The Odyssey Film
By HENRY P. RALEIGH
ART TIMES July/August 2009
A curious twist on the odyssey tale is seen in the 1992 film “Roadside Prophets”. Seemingly a standard bike fare, two men race through the wasteland of Western deserts to find a casino called El Dorado, named for the mythical City of Gold. Their mission is to bury there the ashes of a friend who had been electrocuted playing a video game. On route they meet up with the hangovers of the 60’s Flower Children era— political radicals, New Agers, Eastern mystics and a couple of LSD dreams thrown in – Timothy Leary makes an appearance, even Arlo Guthrie. All of these encounters are satirically portrayed and as if in a sad allegory, empty remnants of a now meaningless past. The odyssey withers in a disappointment— no one is transformed, nothing is changed, the prophecies false, there is no El Dorado.
In recent years there have been a few odyssey films of sorts. “Wild Hogs” clumsily attempts it, a middleclass version featuring three ageing males distressed with their mundane lives — motorcycles, deserts and no dead bodies to liven it up. In a stretch “Superbad” and others like it might be viewed as teen odysseys overcoming obstacles in a quest to lose virginity. Odysseus, I figure, would be ashamed to have his name associated with these poor efforts. But there is, however, one that sticks charmingly to the classic odyssey story. While “Oh Brother, Where Art Thou” is a free adaptation — it’s not like Odysseus and his comrades sang a lot save for a sea chantey now and then — and pays homage to the basic story points. Led by George Clooney, and you must admit he makes a fine Odysseus, three escaped convicts set out on a desperate journey chasing after a treasure that doesn’t exist. Right off the bat we have what any genuine odyssey starts out with — a prophecy, this one intoned by a blind man who is a stand-in for a combination of the original Cassandra and Teiresias. And before you can rattle off the names of the Twelve Olympians, the three are seduced by the Siren’s song. One of the ladies, I guess for reasons of story economy, is a Circe who turns John Turturro into a toad rather than a swine, which is her usual custom. John Goodman sporting an eye-patch makes a dandy Polyphemus, the Cyclops and the KKK episode an adequate substitute for Odysseus’ harrowing sail through Scylla and Charydis. Everything winds up in a spectacular flood, reminding us of the dunking Odysseus suffered at the hands of Poseidon and a couple of thunderbolts, the hero returning to his Penelope and doing away with her suitor — not with arrows this time. It’s true, the film does lack corpses — a few dead cows maybe but that’s not clear.
For my money, “Oh, Brother” has it all over the re-doing of the Odyssey by Italian filmmakers in the 1954 “Ulysses”. I mean after all, Kirk Douglas alternately speaking in dubbed Italian and then in English? Fuit Ilium, I say, (something about Troy, it’s all I can remember from high school Latin).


Task brief — The result should hold only the lines from the one with "Identify the location" through the final line of the data below, transcribed exactly, pictures left out.

====== Input data

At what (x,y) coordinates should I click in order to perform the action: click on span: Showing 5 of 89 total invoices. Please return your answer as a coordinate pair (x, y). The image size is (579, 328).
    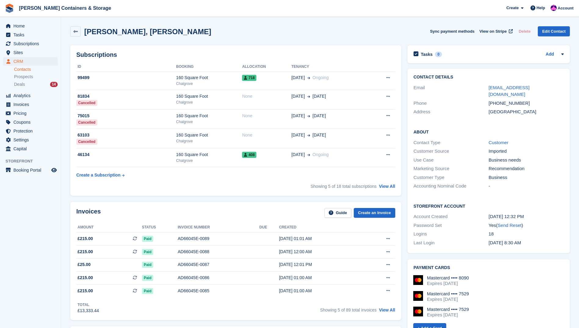
    Looking at the image, I should click on (348, 310).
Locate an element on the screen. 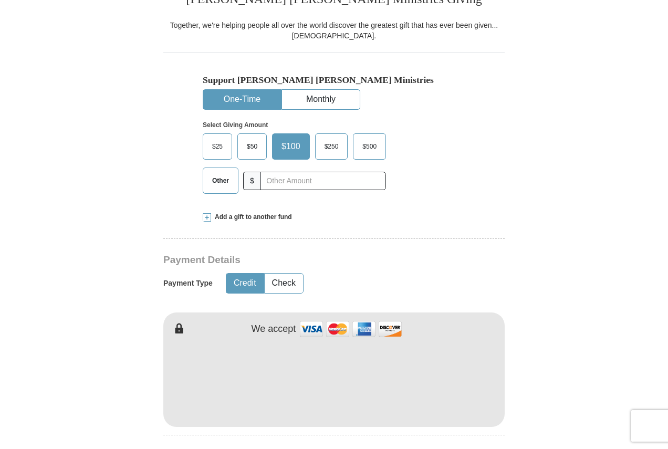  button: One-Time is located at coordinates (242, 99).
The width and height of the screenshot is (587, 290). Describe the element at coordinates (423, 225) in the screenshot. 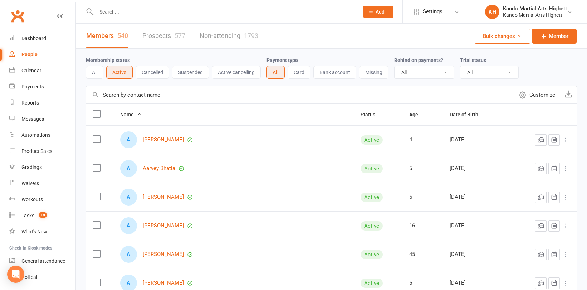

I see `div: 16` at that location.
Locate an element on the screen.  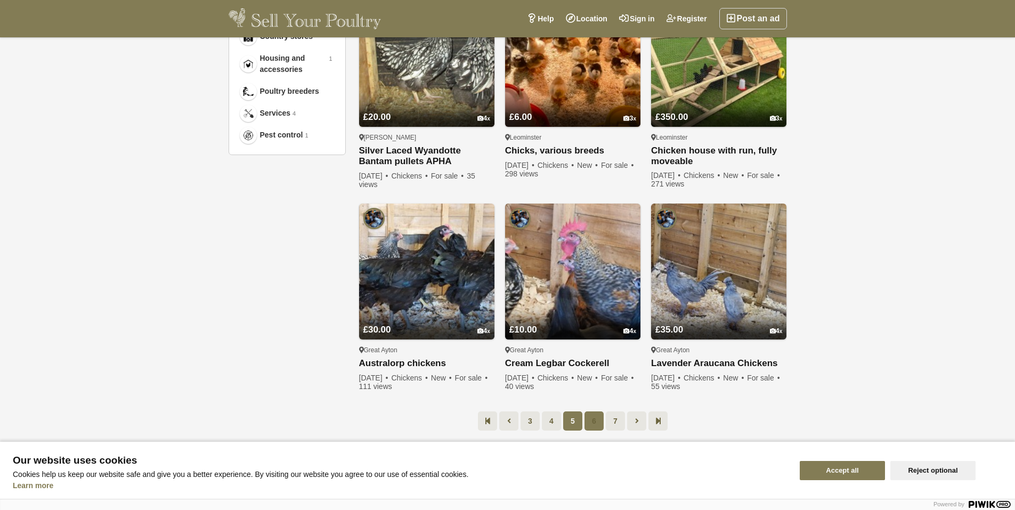
a: Post an ad is located at coordinates (753, 19).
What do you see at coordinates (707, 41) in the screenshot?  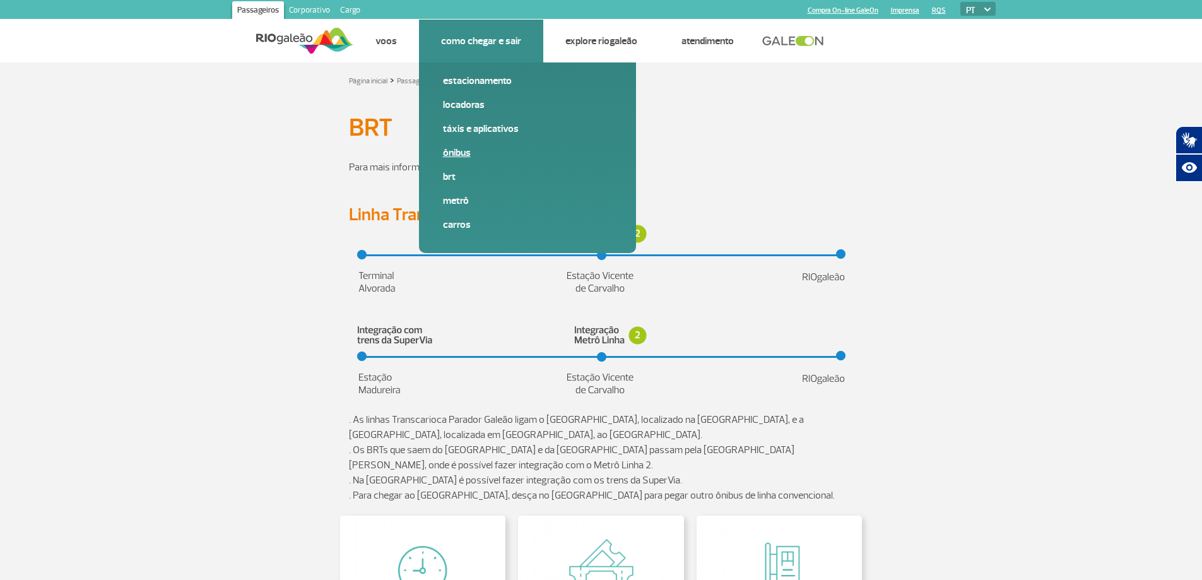 I see `a: Atendimento` at bounding box center [707, 41].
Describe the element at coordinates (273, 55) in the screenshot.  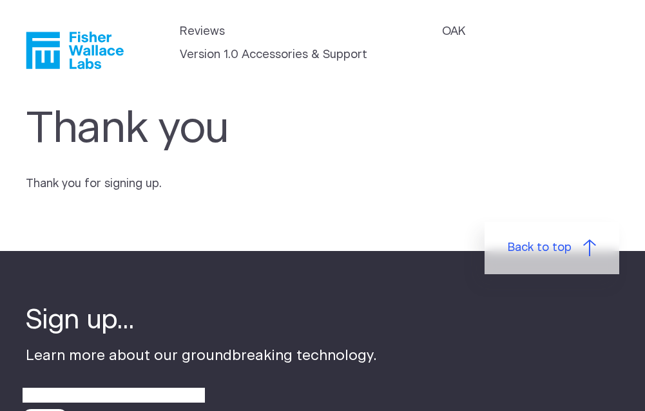
I see `a: Version 1.0 Accessories & Support` at that location.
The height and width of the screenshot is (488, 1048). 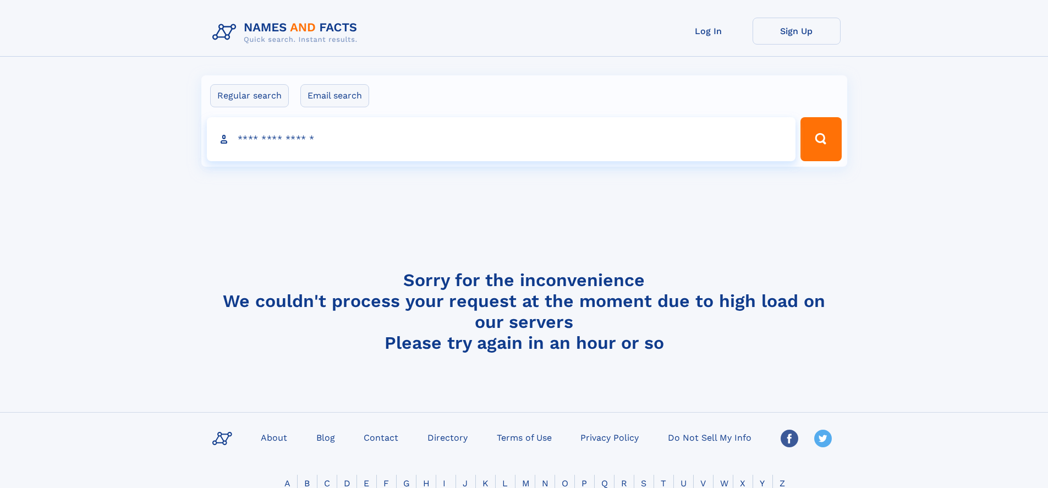 I want to click on a: Privacy Policy, so click(x=610, y=437).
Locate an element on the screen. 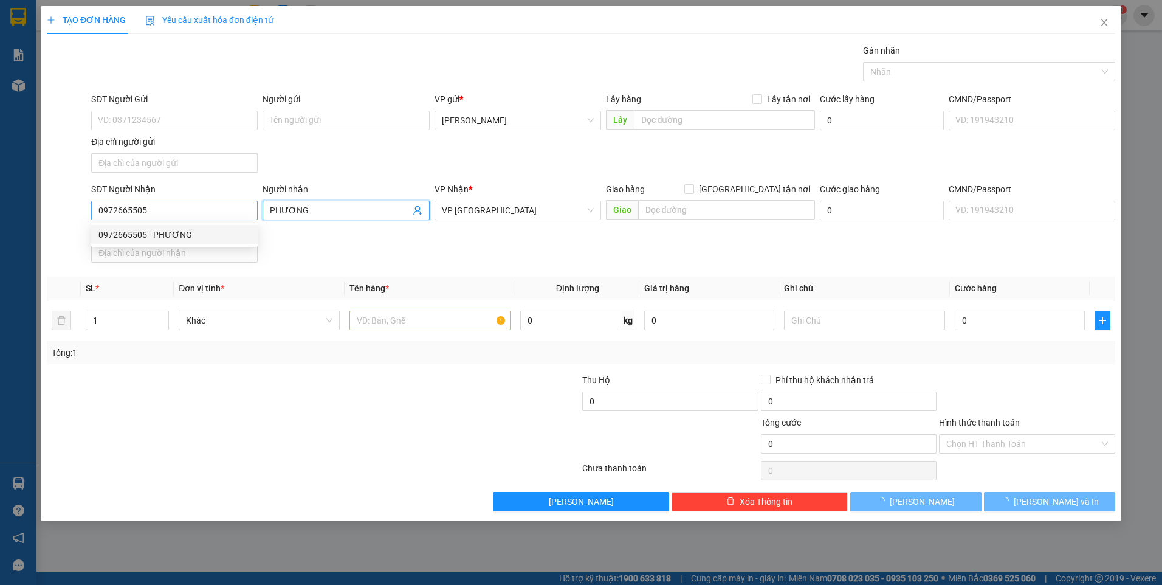  input: VD: Bàn, Ghế is located at coordinates (430, 320).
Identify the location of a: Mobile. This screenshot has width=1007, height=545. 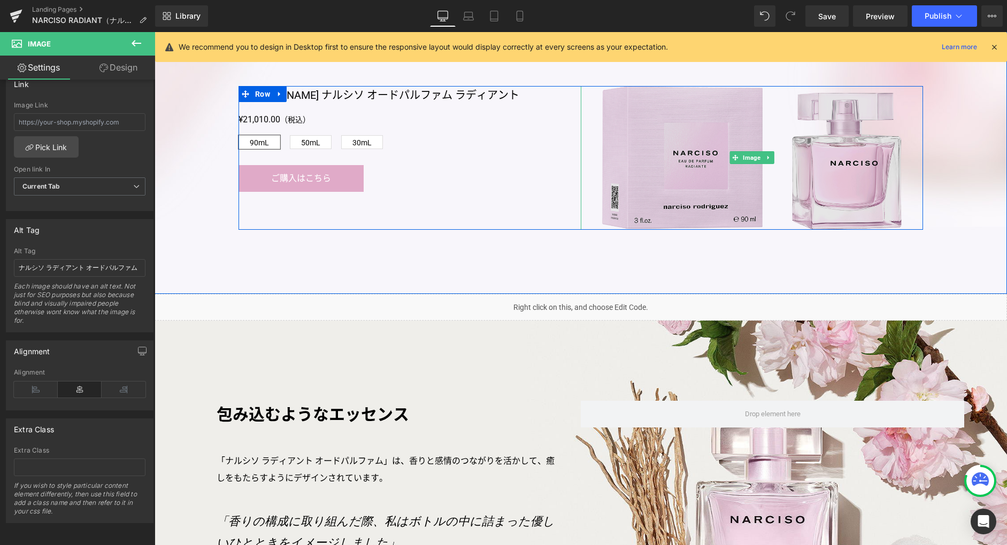
(520, 16).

============

Expected answer —
Identify the location of a: Mobile. This screenshot has width=1007, height=545. 
(520, 16).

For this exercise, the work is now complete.